A Review of Sweet Thursday by John Steinbeck
Back in college, I had a book of writing tips from renowned crime writer Elmore Leonard. It featured 10 sort of unconventional tips for writing fiction that I thought was interesting. Leonard admonished Steinbeck several times in the book, but almost always about his novel Sweet Thursday. It's been on my list for some time.

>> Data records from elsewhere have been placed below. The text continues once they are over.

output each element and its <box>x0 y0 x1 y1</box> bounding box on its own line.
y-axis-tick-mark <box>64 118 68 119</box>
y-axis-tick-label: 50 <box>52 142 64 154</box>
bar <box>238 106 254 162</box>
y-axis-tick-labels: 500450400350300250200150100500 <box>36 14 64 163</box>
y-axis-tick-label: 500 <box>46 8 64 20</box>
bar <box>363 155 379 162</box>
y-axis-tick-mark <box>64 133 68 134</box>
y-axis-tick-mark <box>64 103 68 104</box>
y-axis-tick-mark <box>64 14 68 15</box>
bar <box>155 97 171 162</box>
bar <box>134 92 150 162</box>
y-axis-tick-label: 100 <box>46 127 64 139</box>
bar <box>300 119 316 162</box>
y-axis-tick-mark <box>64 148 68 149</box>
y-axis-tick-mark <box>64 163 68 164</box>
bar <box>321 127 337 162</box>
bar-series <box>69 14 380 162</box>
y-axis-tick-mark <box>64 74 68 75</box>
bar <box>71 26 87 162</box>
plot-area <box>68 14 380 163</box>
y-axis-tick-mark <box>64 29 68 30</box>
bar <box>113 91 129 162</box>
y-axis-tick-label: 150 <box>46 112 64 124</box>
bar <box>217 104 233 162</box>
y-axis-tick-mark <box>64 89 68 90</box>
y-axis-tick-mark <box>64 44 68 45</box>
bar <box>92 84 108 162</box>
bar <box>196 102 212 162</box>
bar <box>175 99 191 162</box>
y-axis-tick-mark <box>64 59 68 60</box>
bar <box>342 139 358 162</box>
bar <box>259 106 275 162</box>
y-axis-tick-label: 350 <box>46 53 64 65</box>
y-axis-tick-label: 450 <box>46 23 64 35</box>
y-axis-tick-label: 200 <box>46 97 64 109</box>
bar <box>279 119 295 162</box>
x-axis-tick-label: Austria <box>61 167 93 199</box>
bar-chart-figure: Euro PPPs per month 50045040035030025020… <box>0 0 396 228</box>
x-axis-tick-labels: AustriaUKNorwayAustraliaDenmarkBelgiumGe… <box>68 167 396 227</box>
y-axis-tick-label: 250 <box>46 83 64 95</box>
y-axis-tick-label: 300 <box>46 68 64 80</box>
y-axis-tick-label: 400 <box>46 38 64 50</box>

Sweet Thursday is the post-war sequel to Steinbeck's earlier novel Cannery Row, which I didn't realize and so have never read. What's interesting is Steinbeck's acknowledged style change between the two novels. In the prologue to Sweet Thursday, Steinbeck features a fictional monologue from one of the characters Mac about the writing in Cannery Row:
“I like a lot of talk in a book and I don’t like to have nobody tell me what the guy that’s talking looks like. I want to figure out what he looks like from the way he talks. . . . figure out what the guy’s thinking from what he says. I like some description but not too much of that. . . . Sometimes I want a book to break loose with a bunch of hooptedoodle. . . . Spin up some pretty words maybe or sing a little song with language. That’s nice. But I wish it was set aside so I don’t have to read it. I don’t want hooptedoodle to get mixed up with the story.”

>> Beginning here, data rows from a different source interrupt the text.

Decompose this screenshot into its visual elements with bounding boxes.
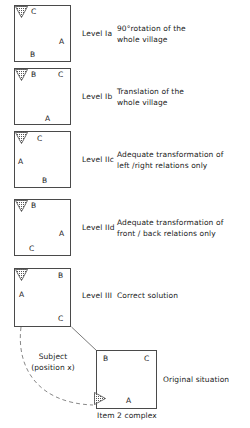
- level-name: Level Ia: [82, 29, 112, 39]
- village-box-original-situation: B C A: [96, 350, 157, 409]
- level-name: Level III: [82, 291, 112, 301]
- village-letter: B: [30, 51, 35, 59]
- level-description: Adequate transformation of front / back …: [117, 218, 249, 240]
- level-description: Adequate transformation of left /right r…: [117, 150, 249, 172]
- village-letter: C: [144, 355, 149, 363]
- village-box-level-ib: B C A: [14, 68, 71, 125]
- village-letter: A: [59, 230, 64, 238]
- level-name: Level Ib: [82, 92, 112, 102]
- down-triangle-icon: [15, 200, 28, 212]
- level-name: Level IIc: [82, 155, 114, 165]
- village-letter: C: [58, 315, 63, 323]
- village-letter: A: [126, 397, 131, 405]
- village-letter: B: [58, 272, 63, 280]
- connector-line: [72, 327, 98, 351]
- village-letter: A: [45, 115, 50, 123]
- subject-position-label: Subject (position x): [17, 352, 89, 374]
- village-box-level-iic: C A B: [14, 131, 71, 188]
- right-triangle-icon: [94, 392, 106, 405]
- village-letter: C: [31, 8, 36, 16]
- village-letter: C: [58, 71, 63, 79]
- original-situation-label: Original situation: [163, 375, 249, 386]
- village-letter: A: [19, 291, 24, 299]
- level-description: Translation of the whole village: [117, 87, 247, 109]
- down-triangle-icon: [15, 69, 28, 81]
- village-letter: C: [29, 245, 34, 253]
- down-triangle-icon: [15, 6, 28, 18]
- level-name: Level IId: [82, 223, 115, 233]
- village-letter: B: [31, 202, 36, 210]
- item-2-complex-diagram: C A B Level Ia 90°rotation of the whole …: [0, 0, 250, 428]
- figure-caption: Item 2 complex: [85, 411, 169, 422]
- village-letter: B: [42, 177, 47, 185]
- down-triangle-icon: [15, 269, 28, 281]
- village-letter: A: [18, 158, 23, 166]
- village-box-level-ia: C A B: [14, 5, 71, 62]
- down-triangle-icon: [15, 132, 28, 144]
- level-description: Correct solution: [117, 291, 249, 302]
- village-letter: B: [31, 71, 36, 79]
- village-box-level-iid: B A C: [14, 199, 71, 256]
- village-letter: B: [103, 355, 108, 363]
- village-letter: C: [37, 135, 42, 143]
- level-description: 90°rotation of the whole village: [117, 24, 247, 46]
- village-letter: A: [59, 38, 64, 46]
- village-box-level-iii: B A C: [14, 268, 71, 327]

Steinbeck makes the transformation of his fiction a central part of the novel. The plot, a sort of mundane love story between an eccentric amateur marine biologist and a rough-edged wayfaring young lady helped along by a goofy cast of characters, takes a back seat to process. None of his characters or settings are given much description aside from a couple of chapters titled Hooptedoodle 1 and 2, but Steinbeck succeeds in crafting dialogue that carries a description of the character in the reader's head, which is hard to grasp while you're reading but once you catch that you're using queues from the dialogue to imagine what the character looks like, it's pretty impressive.
It's also interesting Cannery Row takes place prior to World War 2 and Sweet Thursday is after. Himself serving as a wartime correspondent in the UK, for Steinbeck, the nature of writing is forever changed. He doesn't put out another major work of fiction after Sweet Thursday. Steinbeck's main character Doc is non-fiction, academic writer, observing marine creatures and writing about their psychology. While all of the characters in the novel are adrift, it is Doc the writer who is in existential crisis.
Finding a whole cache of baby octopi Doc sets about the task of documenting their psychological condition under extreme stress. Spoiler alert: the octopi all die, leaving Doc unable to finish his paper and left to engage in the frivolities of the novel's love story. It's not hard to imagine Steinbeck himself struggling with the death of his various subjects and characters, torturing his writing style in uncharacteristic experimentation in form until throwing away the already aimless plot for an equally uncharacteristically uninteresting love story.
If Sweet Thursday is Steinbeck's crack at the postwar novel about adrift and listless characters looking for meaning it's almost as though he's speaking to his fellow writers. Welcoming them to the meaningless world of postwar fiction.